D@J | David Andrew Johnson

the rumpus.net facebook employee interview and your privacy

Interesting timing, I was scheduled to do a media interview on something related to how social media sites monitor groups and police them for dangerous, offensive or hateful content and this little nugget comes out.

Conversations About The Internet #5: Anonymous Facebook Employee – The Rumpus.net.

The comments have a discussion going about how employees at sites can read all your information and some common expectations of privacy. This also comes on the heels of yesterday’s discussion on twitter about Zuckerberg saying something to the effect that living publicly is the new norm.

From the perspective as a former IT chief and also as a communications professional/academic, let me assure all. The only thing that keeps you private is the lack of interest among the people who could snoop on you, or the value of their time vs. the value of your information to them or some buyer.

Credit card companies and other institutions have been selling your purchasing habits and addresses for decades in lump lists. This type of targeted advertising predates behavioral targeted online advertising and can be viewed as intrusive, or as a service to help you get things you may be more interested in.

Most dbase admins or mail system admins can pop in and read whatever they want on their own environments. Server admins can comb logs to find haters and trolls and liars, and we’ve outed more than a few in the news media and also helped some people who were abusing company computers to find new employment choices. In IT security, there are any number of ways to crack in from the outside and hackers find new ones all the time that not only prey on system weaknesses, but more likely social actual individuals to compromise systems.

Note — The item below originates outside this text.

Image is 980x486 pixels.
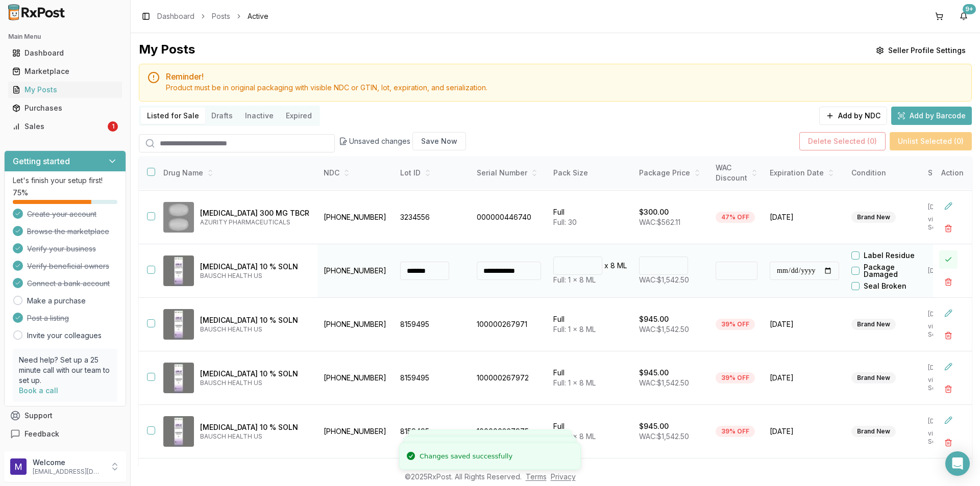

But seriously, is this any different than the locks you put on your doors and windows? If someone wants to break in and has the skills to do it, they will find a way. The barriers to entry may discourage them to move on to easier marks where less effort may get decent rewards, but if you have something they want more than their moral own moral code, it is pretty hard to discourage them. But of course, online, they leave evidence, and again it is up to enforcement to decide if what you lost is worth pursuing and if there is a case to make.

So really, it does come down to how interesting you are or not. Kind of like social media success. If you’re modest and boring, chances are no one will bother to mess with you, but then again, you chances are you won’t be interesting enough to have people pay attention to you either.